Note the difference between Natural law and “Positive” law—“Positive”
law is the law promulgated by human legislatures. It is “artificial” in the
sense that it results from human institutions, not from nature.
“Natural”—as God made it
“Manmade”—humanities’ additions (or subtractions) from what is
natural
1649:
The office of a king in this nation . . . is unnecessary, burdensome, and
dangerous to the liberty, safety, and public interest of the people.
Resolved, that England is:
a commonwealth and Free state . . . governed . . . by the supreme authority
of this nation, the representatives of the people in Parliament . . . without
any king or House of Lords.
The central question that England then confronted: how do you make a
government work, if there is no King?
James Harrington, Oceana, 1656
Government, according to the ancients, . . . is of three kinds: the
government of one man, or of the better sort, or of the whole people,
which, by their more learned names, are called monarchy, aristocracy, and
democracy. These they hold, through their proneness to degenerate, to be
all evil.
The corruption of monarchy is called tyranny; that of aristocracy, oligarchy,
and that of democracy, anarchy. (CAPCT, Vol. 1, p. 24)
James Harrington, Oceana, 1656
“Mixed Government”
But legislators, having found these three governments at the best to be
naught, have invented another, consisting of a mixture of them all, which
only is good.
James Harrington, Oceana, 1656
All functional governments must possess some means of using force. We
call this today the “Police Power” of the state.
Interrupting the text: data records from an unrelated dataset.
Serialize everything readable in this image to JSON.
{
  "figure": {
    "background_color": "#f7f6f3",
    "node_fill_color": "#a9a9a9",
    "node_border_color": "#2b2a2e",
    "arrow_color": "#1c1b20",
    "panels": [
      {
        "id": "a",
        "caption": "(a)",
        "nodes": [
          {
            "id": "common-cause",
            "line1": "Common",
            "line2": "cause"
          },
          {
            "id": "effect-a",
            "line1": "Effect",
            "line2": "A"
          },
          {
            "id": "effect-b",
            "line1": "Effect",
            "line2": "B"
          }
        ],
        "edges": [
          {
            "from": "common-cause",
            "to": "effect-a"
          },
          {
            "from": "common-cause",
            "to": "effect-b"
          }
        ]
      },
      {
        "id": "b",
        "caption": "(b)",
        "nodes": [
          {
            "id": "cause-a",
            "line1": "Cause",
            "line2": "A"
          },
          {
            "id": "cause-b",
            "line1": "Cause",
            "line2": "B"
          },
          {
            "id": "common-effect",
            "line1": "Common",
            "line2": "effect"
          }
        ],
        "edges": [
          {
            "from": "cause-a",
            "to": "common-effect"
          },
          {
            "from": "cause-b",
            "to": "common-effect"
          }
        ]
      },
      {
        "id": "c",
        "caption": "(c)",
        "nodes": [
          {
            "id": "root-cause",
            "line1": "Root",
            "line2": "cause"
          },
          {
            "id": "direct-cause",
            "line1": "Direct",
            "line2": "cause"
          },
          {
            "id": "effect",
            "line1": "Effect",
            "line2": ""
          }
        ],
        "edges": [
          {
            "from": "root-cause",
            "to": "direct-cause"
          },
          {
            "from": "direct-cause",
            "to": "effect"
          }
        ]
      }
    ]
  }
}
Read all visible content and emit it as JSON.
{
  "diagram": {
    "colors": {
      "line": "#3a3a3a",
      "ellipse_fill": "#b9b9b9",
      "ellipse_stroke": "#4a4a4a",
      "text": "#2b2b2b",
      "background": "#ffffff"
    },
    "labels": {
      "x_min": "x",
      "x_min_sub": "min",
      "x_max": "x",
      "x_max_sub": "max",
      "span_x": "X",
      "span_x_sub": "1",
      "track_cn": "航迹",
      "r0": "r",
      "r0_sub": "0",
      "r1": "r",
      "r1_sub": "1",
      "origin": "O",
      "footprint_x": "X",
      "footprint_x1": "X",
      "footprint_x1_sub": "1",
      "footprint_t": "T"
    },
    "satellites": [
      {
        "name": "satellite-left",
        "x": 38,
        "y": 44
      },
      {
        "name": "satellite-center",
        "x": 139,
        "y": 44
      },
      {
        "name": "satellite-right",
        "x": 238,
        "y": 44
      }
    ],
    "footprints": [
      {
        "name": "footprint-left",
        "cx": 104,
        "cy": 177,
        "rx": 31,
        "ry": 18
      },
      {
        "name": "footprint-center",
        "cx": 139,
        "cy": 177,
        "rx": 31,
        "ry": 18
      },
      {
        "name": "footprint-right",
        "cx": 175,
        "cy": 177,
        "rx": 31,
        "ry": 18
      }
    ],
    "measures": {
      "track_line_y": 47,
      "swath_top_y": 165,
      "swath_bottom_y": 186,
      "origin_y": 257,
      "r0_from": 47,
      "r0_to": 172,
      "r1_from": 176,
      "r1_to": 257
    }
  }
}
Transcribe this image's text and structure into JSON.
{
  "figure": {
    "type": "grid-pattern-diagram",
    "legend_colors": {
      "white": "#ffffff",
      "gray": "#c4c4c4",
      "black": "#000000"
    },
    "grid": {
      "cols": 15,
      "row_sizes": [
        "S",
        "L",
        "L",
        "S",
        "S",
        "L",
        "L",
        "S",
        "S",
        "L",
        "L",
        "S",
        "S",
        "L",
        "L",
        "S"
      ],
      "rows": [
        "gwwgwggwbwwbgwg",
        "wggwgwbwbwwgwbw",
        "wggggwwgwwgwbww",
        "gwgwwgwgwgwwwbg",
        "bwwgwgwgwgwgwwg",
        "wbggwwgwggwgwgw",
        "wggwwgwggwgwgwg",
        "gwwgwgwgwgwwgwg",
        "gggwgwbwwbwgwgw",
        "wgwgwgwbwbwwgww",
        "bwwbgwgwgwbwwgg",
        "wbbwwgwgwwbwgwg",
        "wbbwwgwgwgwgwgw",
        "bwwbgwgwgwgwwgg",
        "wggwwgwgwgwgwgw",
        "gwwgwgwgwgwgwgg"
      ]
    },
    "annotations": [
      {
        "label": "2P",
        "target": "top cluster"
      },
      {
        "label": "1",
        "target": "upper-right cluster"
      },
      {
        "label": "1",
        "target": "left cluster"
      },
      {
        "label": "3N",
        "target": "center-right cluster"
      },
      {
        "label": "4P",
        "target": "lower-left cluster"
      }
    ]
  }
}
Harrington called it the “Power of the sword”:
The hand which holds this sword is the militia of the whole nation; and the
militia of the whole nation is either an army in the field, or ready for the
field upon occasion. But the army is a beast that has a great belly, and must
be fed: wherefore this will come to what pastures you have, and what
pastures you have will come from the balance of property, without which
the public sword is but a name or mere spitfrog. (CAPCT, Vol. 1, p. 25)
From the OED (you have access to this excellent tool
via the JMU Libraries web portal)
† spit-frog, n.
Etymology: < spit v.1
Obs. rare.Thesaurus »
In contemptuous use: A sword.
1615 Fennor Defence in J. Taylor Wks. (1630) ii. 152/2, I
would not see thy spightfull Spit-frog drawne.
1656 J. Harrington Common-wealth of Oceana 6 What
pastures you have will come unto the ballance of
propriety, without which the publick sword is but a
name or meer spit-frog.
Thomas Hobbes, Leviathan, 1651
NATURE hath made men so equal in the faculties of body and mind as that,
though there be found one man sometimes manifestly stronger in body or
of quicker mind than another, yet when all is reckoned together the
difference between man and man is not so considerable as that one man
can thereupon claim to himself any benefit to which another may not
pretend as well as he. For as to the strength of body, the weakest has
strength enough to kill the strongest, either by secret machination or by
confederacy with others that are in the same danger with himself.
If any two men desire the same thing, which nevertheless they cannot both
enjoy, they become enemies; and in the way to their end (which is
principally their own conservation, and sometimes their delectation only)
endeavour to destroy or subdue one another.
Hereby it is manifest that during the time men live without a common
power to keep them all in awe, they are in that condition which is called
war; and such a war as is of every man against every man.